In a post that serves as a nice complement to my recent musings on Open Source Tools, Karl Voit notes that Microsoft is discontinuing OneNote. Although he’s too polite to say so directly, if you’re a OneNote user, you have no one to blame but yourself. OneNote suffers from all the disadvantages that I discussed in my Open Source Tools post: it runs on someone else’s computer, uses a proprietary file format, and, as Voit’s post reminds us, is subject to discontinuance at someone else’s whim.

Not being a Windows user, I’ve never used or even seen OneNote but I have read about it in Bell and Gemmell’s Total Recall. That’s the book that got me interested living a (more) digital life and eventually led me to Evernote. Like OneNote, Evernote’s purpose is to store all your data, whether it’s a Web page, a note, some audio, or whatever. Like OneNote it has a proprietary file format, runs on someone else’s server, and could be gone tomorrow. I no longer use it although I still pay for it and have a few notebooks containing material that I mostly don’t care about very much.

My solution for replacing these proprietary and, in the end, dangerous-to-use services is the same as Voit’s: switch to Org mode. Unlike OneNote and Evernote, Org runs on your own machine, is open source so it will always be there for you, and, most importantly, stores its data as plain text1. The data is readable by any application that knows about text.
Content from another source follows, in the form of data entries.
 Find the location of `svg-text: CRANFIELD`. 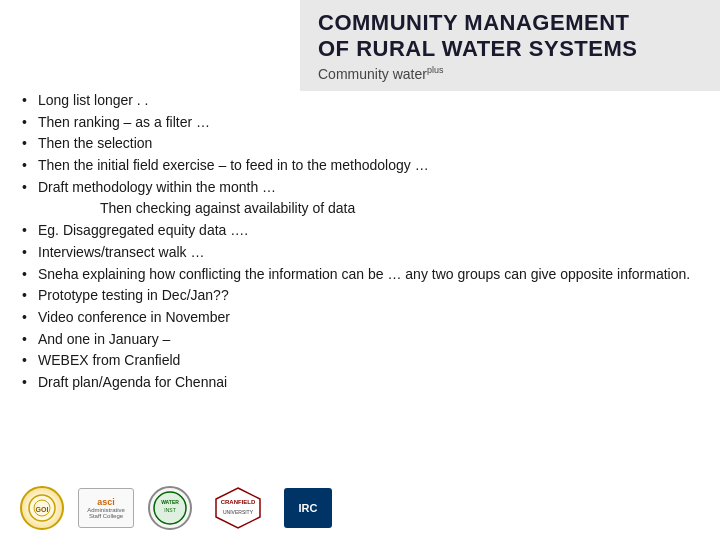

svg-text: CRANFIELD is located at coordinates (238, 502).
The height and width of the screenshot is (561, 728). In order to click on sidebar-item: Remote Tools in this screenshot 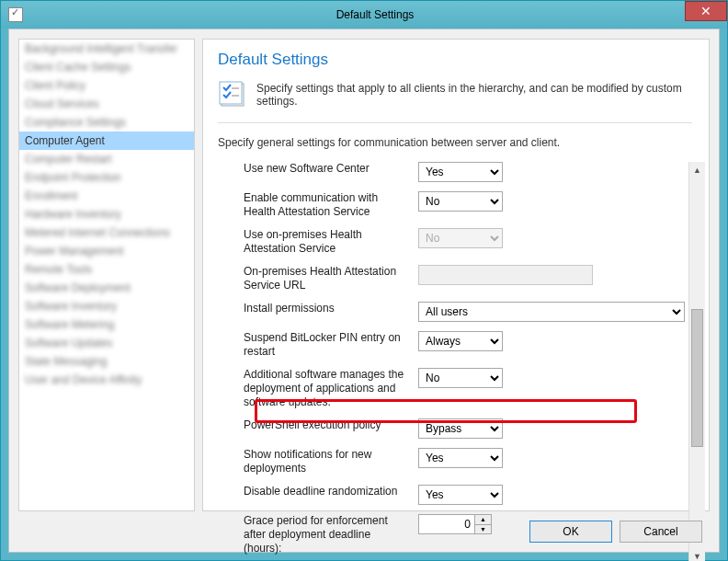, I will do `click(107, 269)`.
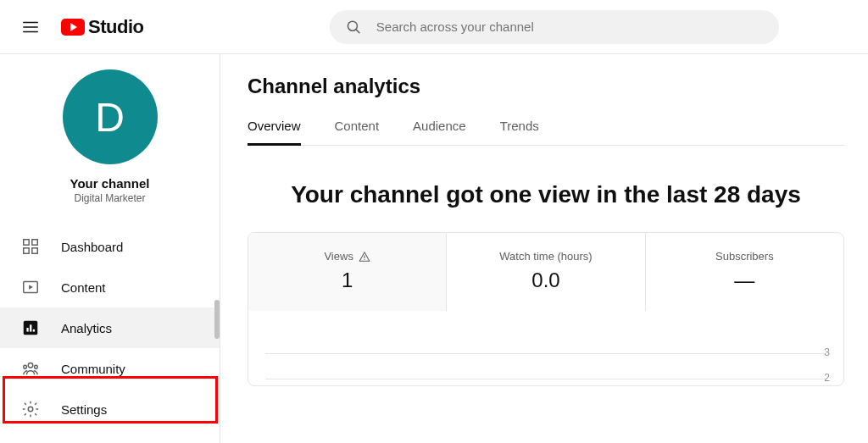  Describe the element at coordinates (83, 288) in the screenshot. I see `sidebar-item-label: Content` at that location.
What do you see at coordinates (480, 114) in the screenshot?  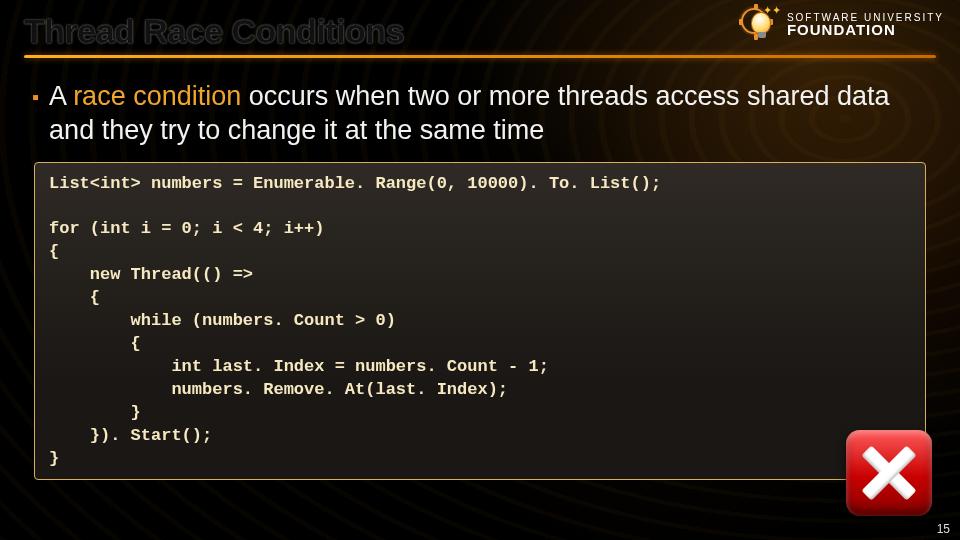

Voit makes the case for Org mode in his post but by now we2 should all be familiar with it. For most of us, what’s required is to import any data we care about into Org so we no longer have to worry about what third parties are planning to do with their products.

Footnotes:

1

You can, of course, ask it to store a file that’s not text but that’s a function of the data itself, not how you’re storing it.

2

In this context, “we” means the community of Emacs users, of course.